A group of US privacy advocates has filed a class action lawsuit against Oracle in California for breach of privacy. In it, the plaintiffs – Dr. Johnny Ryan, senior fellow of the Irish Council for Civil Liberties (ICCL), Michael Katz-Lacabe, research director at the Center for Human Rights and Privacy, and computer science professor Dr. Jennifer Golbeck of the University of Maryland alleges that Oracle and its adtech and advertising subsidiaries have collected detailed dossiers on around five billion people without their consent. We are acting on behalf of global internet users affected by Oracle’s data breaches.
The core of the lawsuit is the allegation that Oracle is collecting huge amounts of data from ignorant Internet users, i.e. without their consent. It uses this monitoring data to create profiles of individuals and further enriches it via its own data marketplace. This is a huge threat to people’s privacy. Among other things, the plaintiffs accuse Oracle of circumventing data protection controls with proxies for sensitive data.
Commenting on the lawsuit, Ryan said, “Oracle has violated the privacy of billions of people around the world. This is a Fortune 500 company on a dangerous mission to track where every person on the planet goes.” world is going and what he is doing. We are taking this action to stop Oracle’s surveillance machine.”
Uncertain outcome thanks to legal patchwork
However, the legal requirements are complicated: in the USA there is no comprehensive federal law on data protection, which makes it difficult to bring a case on data protection. Therefore, the lawsuit relates to multiple federal, constitutional, tort and state statutes and alleges violations of the Federal Electronic Communications Privacy Act, the California State Constitution, the California Invasion of Privacy Act, and competition and common law laws. It remains to be seen whether this approach of a legal patchwork quilt will actually prevail
Two years ago, Oracle was sued together with Salesforce for violations of the GDPR in England and the Netherlands. It was about the non-GDPR-compliant use of data for real-time auctions in advertising. The lawsuit in the Netherlands has since been dismissed (reasons in Dutch), but the plaintiff group Privacy Collective has announced an appeal against the decision. The UK lawsuit is currently on hold pending a decision on a previous privacy class action lawsuit against Google. Nevertheless, two months later, Oracle declared that it no longer wanted to fill user profiles with external data, at least in Europe. However, the business with directly collected data continues.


* Work instructions:
Give back only the lines in the records below from the one with "Image size is 938*1024." to the one with "Outline woman. Reply as X1 Y1 X2 Y2.", both inclusive, word for word.

<<<<

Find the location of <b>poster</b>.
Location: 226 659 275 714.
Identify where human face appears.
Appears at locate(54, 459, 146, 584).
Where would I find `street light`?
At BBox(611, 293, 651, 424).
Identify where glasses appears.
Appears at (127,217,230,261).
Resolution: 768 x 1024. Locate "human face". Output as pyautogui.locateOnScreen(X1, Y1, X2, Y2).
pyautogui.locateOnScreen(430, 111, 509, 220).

>>>>
<<<<

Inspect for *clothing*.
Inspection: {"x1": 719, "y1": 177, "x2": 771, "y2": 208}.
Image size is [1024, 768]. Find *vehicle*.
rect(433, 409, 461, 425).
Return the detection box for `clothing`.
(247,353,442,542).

>>>>
<<<<

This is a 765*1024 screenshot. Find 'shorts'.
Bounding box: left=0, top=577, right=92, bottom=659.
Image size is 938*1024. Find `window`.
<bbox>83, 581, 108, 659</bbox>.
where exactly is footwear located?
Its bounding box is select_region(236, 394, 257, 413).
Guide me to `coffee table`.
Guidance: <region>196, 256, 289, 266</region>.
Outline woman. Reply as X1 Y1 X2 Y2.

>>>>

* Response to this task:
Image size is 938*1024. Find `window`.
<bbox>83, 581, 108, 659</bbox>.
where exactly is footwear located?
Its bounding box is select_region(236, 394, 257, 413).
Guide me to `coffee table`.
Guidance: <region>196, 256, 289, 266</region>.
Outline woman. Reply as X1 Y1 X2 Y2.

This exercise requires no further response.